Publication Date: Wednesday, May 12, 2004
Our Town: Oh, happy day
Our Town: Oh, happy day
(May 12, 2004) by Don Kazak
Sometimes, there are reasons to smile.
Jim Burklo was. Before turning over a shovel of dirt at the Opportunity Center groundbreaking last week, Burklo could barely contain his exuberance as he spoke of the importance of the center for the homeless people of the Palo Alto area.
As former head of the Urban Ministry, the Rev. Burklo for two decades has helped sensitize the community to the plight of the homeless. Getting the center from vision to groundbreaking is a triumph deserving of applause.
He told the story of Lydia, a 93-year-old woman who lived on the street, and recited a roll of others who lived and died on the street: Indian Richard, Little Richard, Buck and others. Some may have camped under the El Camino Real bridge when that was still possible.
All eked out a life on their own terms, in the hardest possible way.
"I invoke the memory of those who didn't make it to this happy day," Burklo said.
Then Burklo and a half-dozen other civic leaders took turns with a shovel. In 18 months, give or take, a ribbon will be cut in another clichéd event, but one with the weight of a new building behind it.
Inside, there will be 89 low-cost apartments for people getting their lives back together after hard times, who won't have to fend for themselves on the street. There will also be two drop-in centers for homeless people to receive mail and messages, take hot showers, and get a kind word and counseling.
The idea for the Opportunity Center was born in the pews of two local churches, All Saints Episcopal and First Presbyterian, member-churches of Peninsula Interfaith Action. The churches' action led to the formation of the Community Working Group, which put the drive for the center together.
Don Barr remembers going out for coffee with City Councilwoman Judy Kleinberg five years ago to tell her about his idea for the Opportunity Center. Kleinberg thought to herself, "Good luck."
Barr, a Palo Alto Medical Foundation physician and Stanford sociology professor, likened the groundbreaking to the movie, "Field of Dreams," with its line, "If you build it, they will come."
The center is not going to make the homeless problem go away, but it might whittle it down a bit and, more to the point, save some lives.
"Palo Alto is my home, I am simply unhoused," Norm Carroll told the crowd. Carroll, a client of the Urban Ministry, said the center will keep some people off the street.
"I don't need more competition for my lifestyle," he quipped.
Burklo, who was at the Urban Ministry from 1986 to 1993, broke down barriers about how homeless people are perceived. I once asked him why he spent so much effort ministering to people most of the rest of us step away from or may be repelled by. Because they're people, too, and someone should care about them, Burklo said.
He started out serving coffee from a Winnebago in a church parking lot, euphemistically named Rolling Estates. The Urban Ministry in 1990 moved the operation to the Red Cross building as a drop-in center for morning coffee.
For 20 years, the homeless center lived in borrowed places.
"We could not find a landlord for love or money," Burklo said. "No one would take us in."
The Opportunity Center received financial support from the county and city, from foundations and corporations, and from people opening up their checkbooks.
Anyone tracking it through the normally glacial Palo Alto planning process might have gotten whiplash. The center went from application to approval in six months, which City Manager Frank Benest joked was "warp speed for this city."
North County Supervisor Liz Kniss was credited for shaking loose $2 million in county housing funds, and credit was also given to Hewlett-Packard Vice President Gary Fazzino, as HP kicked in the $100,000 that put the Opportunity Center's capital campaign over the top. Both Kniss and Fazzino are former mayors.
This was the home team at bat, folks. Now and then, it can be dazzling.
Little of the divisiveness that afflicts other projects surfaced on this one. This was Palo Alto at its best -- the good one, not its evil twin.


The problem ->
Where does the word "direction" show up in the data? Please find each such line and copy it.

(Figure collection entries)
---

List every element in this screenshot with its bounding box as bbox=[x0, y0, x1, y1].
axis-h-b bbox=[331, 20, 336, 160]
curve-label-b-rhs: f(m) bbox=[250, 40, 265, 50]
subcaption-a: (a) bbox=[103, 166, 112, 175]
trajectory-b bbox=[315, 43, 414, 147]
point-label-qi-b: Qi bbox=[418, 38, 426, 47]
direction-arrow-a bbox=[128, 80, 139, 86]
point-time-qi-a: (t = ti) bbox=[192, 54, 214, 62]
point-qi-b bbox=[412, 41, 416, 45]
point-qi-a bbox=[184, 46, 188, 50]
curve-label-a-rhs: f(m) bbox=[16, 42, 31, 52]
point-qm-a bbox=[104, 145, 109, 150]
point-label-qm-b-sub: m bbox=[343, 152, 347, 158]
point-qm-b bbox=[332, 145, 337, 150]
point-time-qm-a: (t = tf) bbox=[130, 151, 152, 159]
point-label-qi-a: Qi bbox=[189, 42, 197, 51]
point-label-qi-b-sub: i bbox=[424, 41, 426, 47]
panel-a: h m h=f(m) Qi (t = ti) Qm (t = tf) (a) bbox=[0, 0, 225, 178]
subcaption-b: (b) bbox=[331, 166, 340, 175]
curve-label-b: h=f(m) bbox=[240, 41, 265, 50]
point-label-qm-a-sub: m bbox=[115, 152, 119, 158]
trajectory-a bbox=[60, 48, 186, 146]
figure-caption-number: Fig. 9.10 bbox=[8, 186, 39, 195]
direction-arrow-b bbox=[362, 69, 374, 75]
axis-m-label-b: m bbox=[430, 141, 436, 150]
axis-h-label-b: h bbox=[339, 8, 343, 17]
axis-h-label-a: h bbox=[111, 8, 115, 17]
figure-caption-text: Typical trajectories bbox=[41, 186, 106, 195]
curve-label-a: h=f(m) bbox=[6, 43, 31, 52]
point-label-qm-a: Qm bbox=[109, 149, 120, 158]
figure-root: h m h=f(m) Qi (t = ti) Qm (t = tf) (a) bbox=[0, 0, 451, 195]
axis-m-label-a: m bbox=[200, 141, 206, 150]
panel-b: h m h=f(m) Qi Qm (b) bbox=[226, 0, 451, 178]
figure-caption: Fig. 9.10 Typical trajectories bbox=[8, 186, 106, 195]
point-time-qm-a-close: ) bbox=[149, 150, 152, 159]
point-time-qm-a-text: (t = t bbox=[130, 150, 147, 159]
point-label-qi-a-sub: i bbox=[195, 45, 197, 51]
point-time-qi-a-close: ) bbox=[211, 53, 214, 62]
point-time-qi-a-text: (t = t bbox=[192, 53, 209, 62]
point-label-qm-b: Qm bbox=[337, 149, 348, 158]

---

Written solution ->
direction-arrow-a bbox=[128, 80, 139, 86]
direction-arrow-b bbox=[362, 69, 374, 75]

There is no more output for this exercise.